The federal government is engaged in a multipronged attack on the most vulnerable and powerless of our citizens, disadvantaged young people.
Ideological in character, self-righteous by its nature, it is relentless and almost certain to set up very many vulnerable young people for failure.
In announcing the draconian cuts to welfare for people under 30 in his federal budget speech, Joe Hockey emphasised the link between ‘earning and learning’ as an eligibility requirement for those benefits that will still be available to young people.
Yet it is in the field of education that the federal government is spectacularly failing many.
The budget puts the final nail in the coffin of any semblance of the Gonski reforms, cutting two-thirds of the funding allocated even by the limited version of Gonski adopted by Labor, ensuring that inequities between educational sectors will persist and that the gap between the privileged and the disadvantaged will continue to grow.
The Coalition position is buoyed by an increasingly popular conservative fantasy that improving the funding of public education is not central to improving educational outcomes and equity.
Strangely, this has never been an argument that it has applied to the non-government school sector, which it has proactively supported since the early years of the Howard government in a deliberate policy of expanding non-government school enrolments and increasing educational segregation.
In his recent speech at Melbourne University, David Gonski disparaged this notion, noting that overall increases to educational funding have not gone where they have been needed.
“I cannot easily forget the differences I saw in the schools I visited. To say that many of the schools in the state systems need further assistance both in money and tender loving care is to me an understatement,” Gonski said.
Data from the PISA testing regime indicates that there is no difference between public and non-government Australian schools once socio-economic factors have been taken into account. http://www.acer.edu.au/ozpisa/pisa2012
Yet only the public education system takes in all comers regardless of background or ability to pay, and it is the public education system which truly does the bulk of the work in addressing the needs of the disadvantaged.
The actions needed to support such students are no mystery and have always been known to schools; properly resourced and targeted literacy and numeracy programs, the addressing of individual student needs through a range of resourced support measures.
The issue has never been establishing the means or pedagogies to tackle educational disadvantage, nor has it been the quality of teaching.
The issue of educational equity in Australia has always been the reluctance of governments to fund public education fairly and recognise that students in the public sector have the same fundamental right to educational resourcing as anyone else.
Inequity is increasingly compounded when disadvantaged students finish school.
TAFE courses have been cut in many states and territories, and eligibility requirements made more restrictive.
Increased university fees and HECS costs will create yet another hurdle for those who have reached the same academic standards as their better off peers under more difficult circumstances, and no scholarship scheme will equitably alleviate this.
Having denied disadvantaged young people the benefits of an adequately resourced education, the federal government compounds the insult by imposing restrictive educational requirements as a condition of Newstart.
Yet as any educator knows, education is most effective when the choice to take it up is made by the participant.
A mandated but limited educational requirement will restrict more than support, and the blithe but ill-informed manner in which it has been emphasised displays a deeply-rooted attitude of paternalistic contempt towards the disadvantaged.
A realistic educational path which will benefit individuals and society in the long-term has to be one that they have ultimately chosen themselves, that they are committed to and that they have a sense of empowerment in taking.
Such opportunities increasingly denied underprivileged young people.
We do not know the ultimate price of denying young people financial support for six full months, but for some it will surely be dire.
Those who go through state care, young newly arrived refugees, those from low-income backgrounds or with difficult family circumstances will be particularly vulnerable.
These measures will make already difficult lives more difficult, already restricted options even more restrictive, forcing blameless but vulnerable young people into extreme choices, some of which will undoubtedly destroy lives.
In his address to the National Press Club the day after the budget, Joe Hockey declared the changes to be about, “the values that we impart… the aspirations we have…”. http://www.liberal.org.au/latest-news/2014/05/14/treasurer-address-national-press-club
He is right. Despite the incessant moaning of the privileged, Australia is one of the wealthiest societies in the world.
The young lives that will be damaged through this proliferation of attacks on the already very difficult situation of disadvantaged young people will reflect very badly upon us.
* Peter Job teaches English and Humanities at a Victorian government secondary school. He has a Master of Education from Monash University.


WHAT IS REQUIRED :: For the listing below, give the number of lines that contain the word "each" and no other text.

DATASET EXCERPTS ::

• • • •

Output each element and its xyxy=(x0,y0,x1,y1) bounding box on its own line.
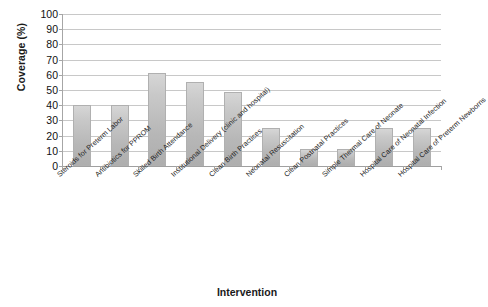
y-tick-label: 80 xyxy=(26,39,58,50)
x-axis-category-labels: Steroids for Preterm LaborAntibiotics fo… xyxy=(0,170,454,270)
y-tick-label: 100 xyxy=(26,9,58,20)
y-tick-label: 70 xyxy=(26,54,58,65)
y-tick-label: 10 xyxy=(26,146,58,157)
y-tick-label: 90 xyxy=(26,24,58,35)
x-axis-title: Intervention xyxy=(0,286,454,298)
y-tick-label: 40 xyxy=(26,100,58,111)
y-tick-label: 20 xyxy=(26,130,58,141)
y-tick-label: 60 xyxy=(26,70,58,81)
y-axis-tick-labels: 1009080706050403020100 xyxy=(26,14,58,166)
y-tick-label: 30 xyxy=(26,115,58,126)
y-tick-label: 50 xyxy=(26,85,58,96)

• • • •

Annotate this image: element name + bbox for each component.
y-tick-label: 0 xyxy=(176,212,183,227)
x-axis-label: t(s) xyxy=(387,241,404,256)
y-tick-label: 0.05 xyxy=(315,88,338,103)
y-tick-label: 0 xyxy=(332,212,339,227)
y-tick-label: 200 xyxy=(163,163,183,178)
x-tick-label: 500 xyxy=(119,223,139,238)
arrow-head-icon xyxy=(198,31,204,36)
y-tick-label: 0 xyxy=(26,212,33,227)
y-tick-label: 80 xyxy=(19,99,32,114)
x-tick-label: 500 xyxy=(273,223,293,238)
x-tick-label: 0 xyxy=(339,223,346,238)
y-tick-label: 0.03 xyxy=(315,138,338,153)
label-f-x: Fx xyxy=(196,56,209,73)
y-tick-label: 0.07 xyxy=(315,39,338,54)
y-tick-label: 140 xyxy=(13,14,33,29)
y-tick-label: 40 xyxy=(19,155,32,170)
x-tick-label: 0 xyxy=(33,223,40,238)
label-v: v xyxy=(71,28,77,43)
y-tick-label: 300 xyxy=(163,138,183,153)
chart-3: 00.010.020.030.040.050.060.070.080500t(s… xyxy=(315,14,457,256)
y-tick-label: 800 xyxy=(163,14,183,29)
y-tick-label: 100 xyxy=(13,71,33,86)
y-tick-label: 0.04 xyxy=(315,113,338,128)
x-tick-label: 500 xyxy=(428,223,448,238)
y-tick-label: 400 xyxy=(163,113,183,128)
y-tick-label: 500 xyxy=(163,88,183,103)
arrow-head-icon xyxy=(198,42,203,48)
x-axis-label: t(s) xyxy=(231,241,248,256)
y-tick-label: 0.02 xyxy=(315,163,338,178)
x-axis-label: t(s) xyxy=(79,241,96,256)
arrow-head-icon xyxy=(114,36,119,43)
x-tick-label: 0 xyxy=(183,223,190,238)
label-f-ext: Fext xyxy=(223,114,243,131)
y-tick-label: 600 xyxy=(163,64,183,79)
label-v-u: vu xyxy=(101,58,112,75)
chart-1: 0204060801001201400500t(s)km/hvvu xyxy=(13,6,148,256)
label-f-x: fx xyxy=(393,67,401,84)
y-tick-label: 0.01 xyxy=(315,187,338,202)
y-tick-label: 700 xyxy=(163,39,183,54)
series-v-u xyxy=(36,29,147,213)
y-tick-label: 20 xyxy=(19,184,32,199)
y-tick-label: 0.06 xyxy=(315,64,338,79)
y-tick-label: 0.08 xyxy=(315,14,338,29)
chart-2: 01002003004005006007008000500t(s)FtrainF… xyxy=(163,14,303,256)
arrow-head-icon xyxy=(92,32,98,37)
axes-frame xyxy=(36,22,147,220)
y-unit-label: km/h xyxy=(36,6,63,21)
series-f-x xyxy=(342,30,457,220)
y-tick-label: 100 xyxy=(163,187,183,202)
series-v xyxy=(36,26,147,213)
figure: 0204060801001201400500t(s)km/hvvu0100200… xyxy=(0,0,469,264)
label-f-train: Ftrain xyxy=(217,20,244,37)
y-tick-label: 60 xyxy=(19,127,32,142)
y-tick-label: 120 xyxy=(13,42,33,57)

• • • •

RESULT :: 2